Central Park



All your photographs are great (but I have seen them before!)

 
We often visit places like Old Delhi or Baneras and while looking thru the camera take photographs that feed on the visual vocabulary that we have accumulated over years of going through magazines, books and journals. As we’ve  turned each page some where deep within, we’ve told ourselves that this is how we needed to shoot if we wanted to see our works out there. This leads to responses like, ‘all your photographs are great but I have seen them before, what’s new about them?’

Last evening at Nazar’s ka Adda, Nupur wanted to know if this was correct/right ? (and I, just in-case you’re wondering, was not talking about the way some one’s work was torn to shreds by the constructive criticism)

Here’s my take, most of which I shared with the participants last evening. Lets leave photography aside for a while and talk of some artists, artists that I hope most of us are familiar with: Picasso, Miro and Dali. Picasso became famous for Cubism and other work that I struggle to understand even to this day. Miro the surrealist master whose child like works of art are part of innumerable museums around the world.
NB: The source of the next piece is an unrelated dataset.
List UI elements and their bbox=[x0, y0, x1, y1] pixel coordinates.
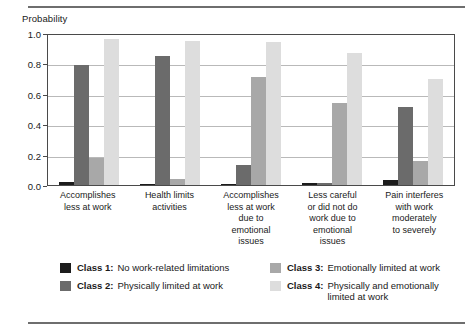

Dali my favorite, and in my opinion the greatest of all the masters is better known for his melting clocks and other equally evocative surrealist works. (One of my all time favorite photographs is one taken by Dali himself.)
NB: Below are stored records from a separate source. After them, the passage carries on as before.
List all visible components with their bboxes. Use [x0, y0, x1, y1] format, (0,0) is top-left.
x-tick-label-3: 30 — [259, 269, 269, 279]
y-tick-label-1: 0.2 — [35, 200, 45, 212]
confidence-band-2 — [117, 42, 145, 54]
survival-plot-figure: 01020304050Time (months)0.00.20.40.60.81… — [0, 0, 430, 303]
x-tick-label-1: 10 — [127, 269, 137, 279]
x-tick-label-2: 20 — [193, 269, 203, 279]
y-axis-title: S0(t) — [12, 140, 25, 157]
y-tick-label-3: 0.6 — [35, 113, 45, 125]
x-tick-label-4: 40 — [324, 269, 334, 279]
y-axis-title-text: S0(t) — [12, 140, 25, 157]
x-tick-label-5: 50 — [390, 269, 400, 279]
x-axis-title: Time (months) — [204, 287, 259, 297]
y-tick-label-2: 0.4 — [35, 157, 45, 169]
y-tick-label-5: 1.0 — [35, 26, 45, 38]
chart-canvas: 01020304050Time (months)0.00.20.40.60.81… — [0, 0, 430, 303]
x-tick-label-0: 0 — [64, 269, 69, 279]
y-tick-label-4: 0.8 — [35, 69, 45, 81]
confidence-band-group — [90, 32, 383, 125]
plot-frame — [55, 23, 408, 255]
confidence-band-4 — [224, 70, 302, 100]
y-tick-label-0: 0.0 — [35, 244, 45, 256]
When we study each of their works a little deeper and we find that Picasso too painted realist works, as did Dali and Miro in their initial years. Each one of them began with an all to familiar vocabulary and then went on to create something new.
 
YES it’s perfectly right to go ahead and take photographs that speak in an imagery that is all too familiar. Nothing wrong with it at all when you start! You go out when you are first beginning to master your camera and challenge yourself with this done-to-death imagery. Once you have mastered it you should get bored and then go ahead and look for a vocabulary of your own. The important thing here is moving on once you have conquered the first level, when the challenge ceases to exist.

You need to give your self time, its not like you’re going to go out there the first time you pick up your camera and come up with a whole new imagery. You need to let the thoughts in your head collect and then ferment till you’ll finally get a whole new imagery that will give both you and your audience a high!